ARTS & CULTURE & ETC.
Doomsday Clock Set To Ninety Seconds To Midnight
“The Science and Security Board of the Bulletin of the Atomic Scientists moves the hands of the Doomsday Clock forward, largely (though not exclusively) because of the mounting dangers of the war in Ukraine. The Clock now stands at ninety seconds to midnight—the closest to global catastrophe it has ever been,” writes Bulletin Of The Atomic Scientists. Details here.
Spertus Institute Presents “Critical Conversations: Combating Antisemitism”
In response to a troubling global increase in antisemitism, along with other forms of bias and hatred, the Chicago-based Spertus Institute will present “Critical Conversations: Combating Antisemitism.” An annual Spertus program that brings together high-profile experts and activists to address critical issues of the day, this year’s event will focus on antisemitism–its current manifestations and what can be done to combat it, both within and beyond Jewish communities. The conversation will be presented both in person on Monday, February 20 at Spertus Institute, 610 South Michigan Avenue and online. Tickets are $18 for in-person, and online participation will be offered at no charge. Advance reservations are required here.
Environmentalists To Sue Over Bell Bowl Prairie, Home Of Endangered Rusty Patched Bumblebee
“The fight to preserve Bell Bowl Prairie in Rockford, where federally endangered rusty patched bumblebees have been found, ramped up this week, with environmentalists saying they intend to return to federal court,” reports the Tribune.
First Class Stamps Now Sixty-Three Cents
“The cost of a first-class ‘Forever’ stamp jumped to sixty-three cents from sixty cents,” reports the Sun-Times. “The last increase was just six months ago, when the cost increased… from fifty-eight cents.”
No CTA Fare Hikes In Budget
“The Chicago Transit Authority’s board of directors approved a $1.8 billion operating budget for 2023… that avoids fare hikes and aims to address customer concerns,” reports the Sun-Times. “The 2023 budget will also maintain its discounted passes in hopes of bringing riders back.
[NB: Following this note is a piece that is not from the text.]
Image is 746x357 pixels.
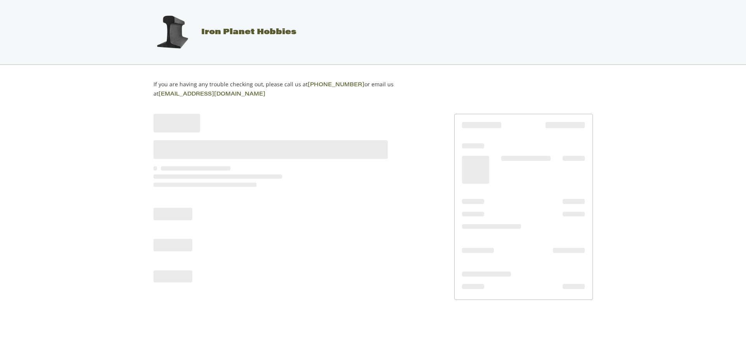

This includes one-day passes ($5), three-day passes ($15), seven-day passes ($20) and thirty-day passes ($75).”
CTA Security Clears Out Jefferson Park Blue Line Station
“For at least two years, people experiencing homelessness have used the heated bus shelters at the Jefferson Park Transit Center, 4917 North Milwaukee, as a respite from the frigid winter temperatures.” These people have recently been cleared out by CTA security teams, reports Block Club Chicago.
Megabus Returns
“In partnership with Miller Transportation, the Megabus will connect Chicago with twenty-three cities, including Indianapolis, Louisville and Columbus,” reports CBS 2. “Tickets on most routes are $17.50 one way, but we found a fare from Chicago to Gary for only one dollar.”